BLACKSTARKIDS’ new album Puppies Forever will charm its way into your heart

News   2024-11-02 13:29:05

It’s about time America had its own version of The Go! Team, a group that feels both timeless and extremely of the moment. And while BLACKSTARKIDS may differ in terms of the amount of plunderphonic techniques applied to their music, the sense of pilfering freely from multiple decades of pop and hip-hop is at the forefront of the trio’s distinctive sound. With a mischievous smile, the group pulls off that most difficult of musical magic tricks: fusing together well-worn styles in a manner that sounds wholly original.

If there’s a term that best describes the tone and sensibility of Puppies Forever, the new album from the Kansas City-based genre-hoppers, it’s “joyous.” From the midtempo guitar jangle that kicks off the bedroom-pop sound of opener “So Sweet!” to the ’80s Brit-pop synths that lead into the dreamy funk of closer “Somedaze,” the entire record sounds like an ebullient party next door. It’s as though the smartest kids on your block got together, captured the essence of backyard barbecues, late-night hangouts, and last-day-of-school catharsis alike, then alchemically transformed them into songs.

Though being marketed as their debut album, Puppies Forever is actually the fourth full-length from these youthful artists (Ty, Deiondre, and The Babe Gabe are all only a few years out from high school). But if Let’s Play Sports, Surf, and 2020’s Whatever, Man found the group experimenting with a variety of genres and tools—ranging from twee indie pop to fuzzed-out rockers to classic old-school boom-bap—this latest release feels like the three have finally found the right balance of ingredients. The results are remarkably consistent: songs that maintain their individuality while nonetheless sounding very much of a piece with everything surrounding them.

And the biggest unifying force among each of these tracks—whether delivering laconic, Digable Planets-style jazzy grooves and verses or frenetic, distorted hyperpop rhythms—is a playfully melodic chorus, always calibrated to maximize the strengths of the arrangement and bring its unique musicality to the fore. “Pals” may coast along on juddery psychedelic funk, while “Piss Drunk Kids” employs Coldplay-like piano riffs underneath its steady pulsing beat (and some ace flow in its rapping), but they’re joined in spirit by the larger than life choruses, alternating between soulful R&B and simple, sing-along exhortations to maximize your time on this earth.

When they rap, the biggest stylistic influence seems to be the four-on-the-floor thump of hip-hop’s early days; elements of Run-DMC and Beastie Boys’ “hit it on the 4 count” rhyme schemes alternate with the downbeat drawl of Tribe Called Quest, and even the stutter-step flow of something like Urban Dance Squad can be heard in the group’s embrace of multiple eras from the genre’s history. But that, too, gets balanced out with fresh, contemporary techniques that update the past: “Fight Club” sounds like Nicki Minaj’s “chun li” if it were produced by Prince Paul in a Bed-Stuy warehouse in 2003, yet The Babe Gabe’s flow is as nimble and ferocious as anything currently on the charts.

But the music delivers just as many giddy surprises as the vocal work. “I Hate Being In Love” starts off sounding like The Cure (an apt pull, given how much that title sounds like a Robert Smith joint), while “Clueless America” fuses grungy guitar and drum machines in a manner befitting mid-’90s Kill Rock Stars or K Records acts. And—fittingly for a trio so committed to inverting the expected use of its multifarious styles—the album’s fiercest and angriest track, “ACAB,” starts off sounding like it could be an early Paramore B-side, before segueing into a Black Eyed Peas-style pop-crossover, albeit with a Guided By Voices-esque incorporation of reverb-filled, lo-fi production. The surfeit of references may sound dizzying, and it is; it’s also increasingly impressive.

Ultimately, Puppies Forever maintains a fey enthusiasm, combined with an attendant lack of cynicism, that makes its infectious, wide-eyed openness to vulnerability and happiness all the more compelling. Not every track will work for everyone—things can get a bit Sugar Ray-like at times, for example—but even the occasional missteps feel more like a willingness to deliver a warts-and-all look at a group just coming into their own than some error that would pull you out of the record. “I wanna give you hope—in yourself, in your children,” goes one line; “Who needs another thing to be mad about” urges another. This is an album that charms its way into your heart: A DIY spirit with arena-anthem melodies and lo-fi bedroom aesthetics may sound like an odd admixture, but BLACKSTARKIDS make it work.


WHAT YOU WILL DO :: Omitting every picture, copy the lines from the one that contains "You are a GUI" through the last line of the records below, exactly and with nothing added.
Top of SUPPLIED DATA
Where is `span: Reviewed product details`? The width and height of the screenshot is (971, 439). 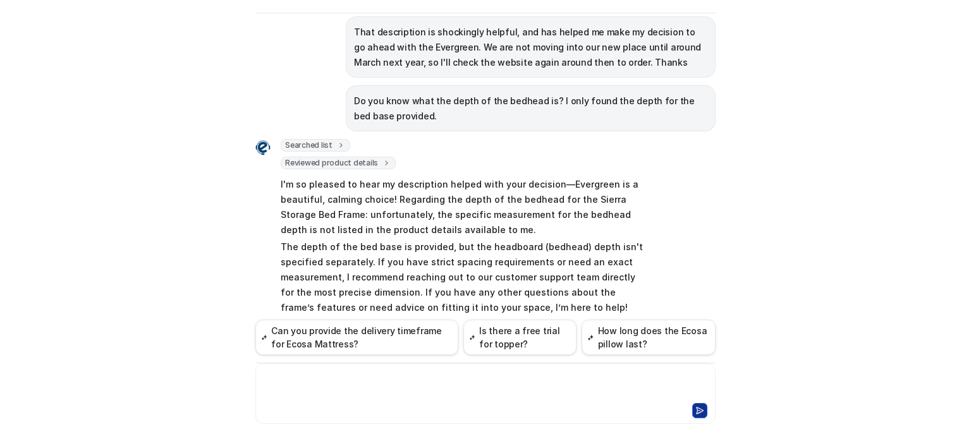
span: Reviewed product details is located at coordinates (338, 163).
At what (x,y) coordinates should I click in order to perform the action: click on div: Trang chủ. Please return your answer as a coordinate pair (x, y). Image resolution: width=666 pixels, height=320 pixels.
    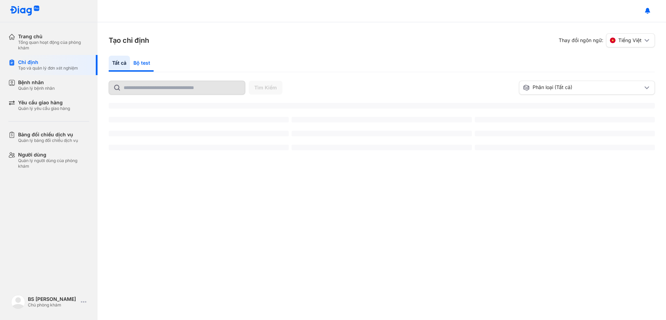
    Looking at the image, I should click on (54, 37).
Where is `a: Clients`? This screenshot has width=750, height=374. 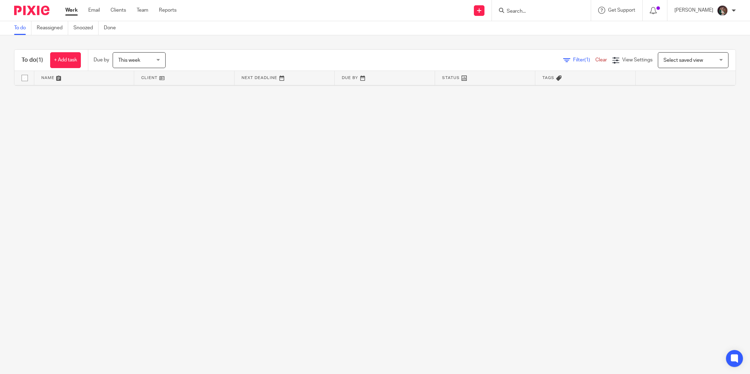 a: Clients is located at coordinates (118, 10).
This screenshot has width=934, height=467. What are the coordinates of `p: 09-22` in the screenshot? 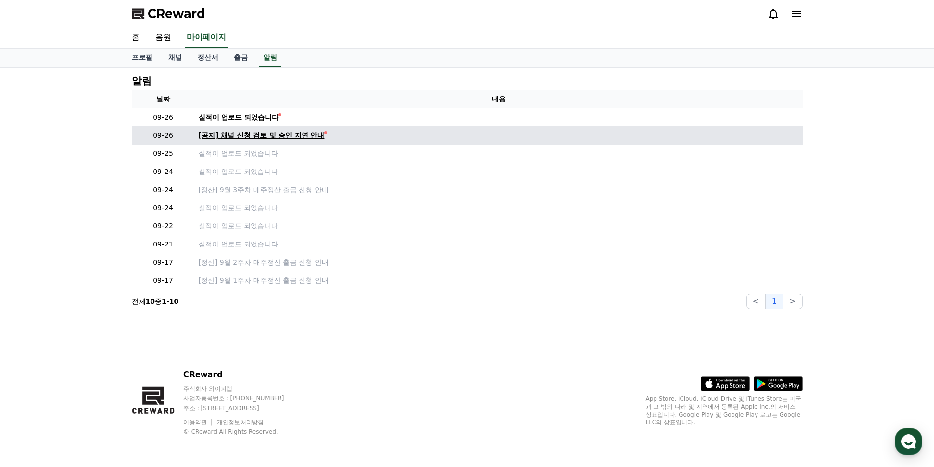 It's located at (163, 226).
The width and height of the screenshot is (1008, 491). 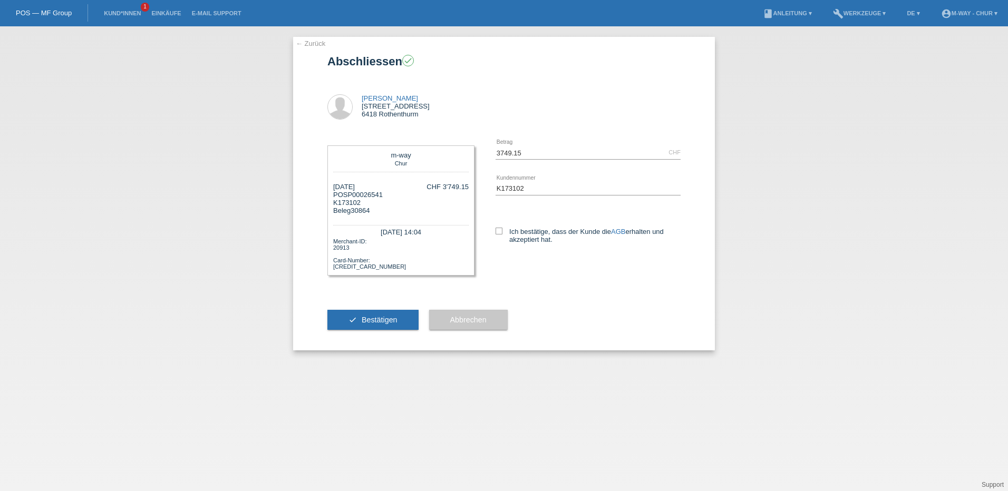 I want to click on label: Ich bestätige, dass der Kunde die erhalten und akzeptiert hat., so click(x=588, y=236).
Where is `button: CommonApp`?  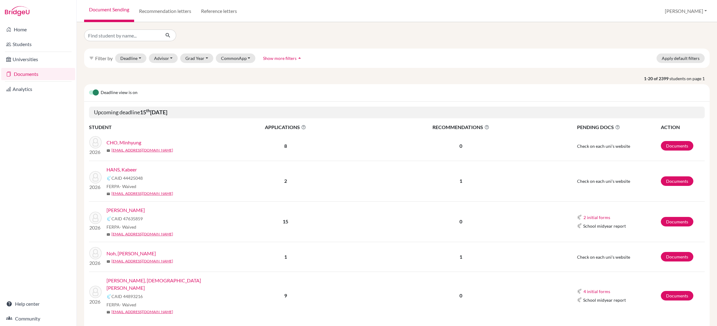
button: CommonApp is located at coordinates (236, 58).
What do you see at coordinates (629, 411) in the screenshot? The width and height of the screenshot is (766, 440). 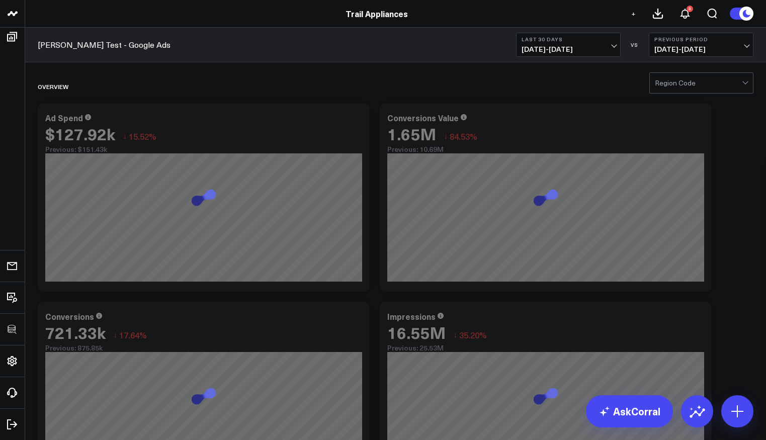 I see `a: AskCorral` at bounding box center [629, 411].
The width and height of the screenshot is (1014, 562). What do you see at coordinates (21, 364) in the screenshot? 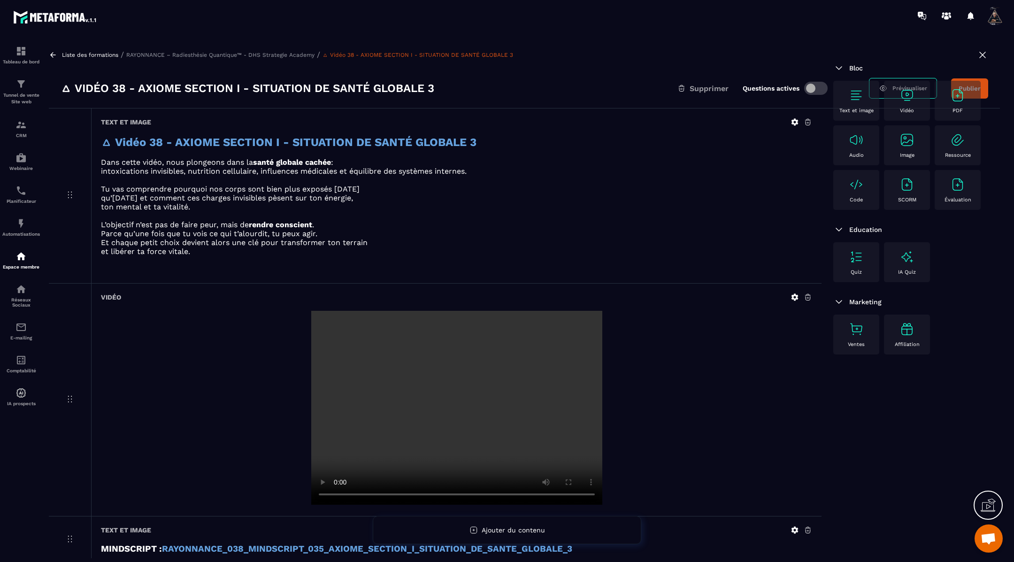
I see `a: accountantaccountantComptabilité` at bounding box center [21, 364].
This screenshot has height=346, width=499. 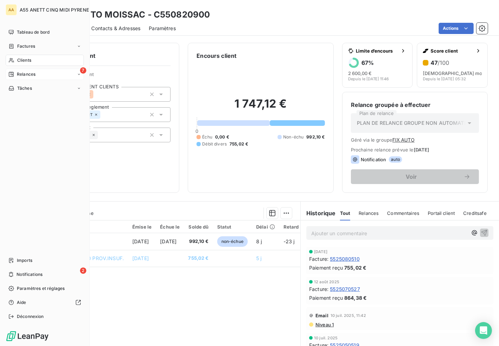 I want to click on span: 0,00 €, so click(x=222, y=137).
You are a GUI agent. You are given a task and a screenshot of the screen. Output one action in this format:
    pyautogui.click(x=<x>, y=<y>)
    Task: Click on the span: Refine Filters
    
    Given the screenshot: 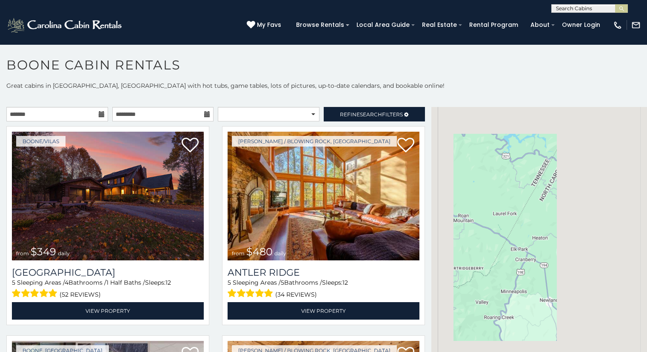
Bottom of SUPPLIED DATA
EXPECTED OUTPUT ::
You are a GUI agent. You are given a task and a screenshot of the screen. Output one action in this format:
    pyautogui.click(x=<x>, y=<y>)
    Task: Click on the span: Refine Filters
    
    Given the screenshot: 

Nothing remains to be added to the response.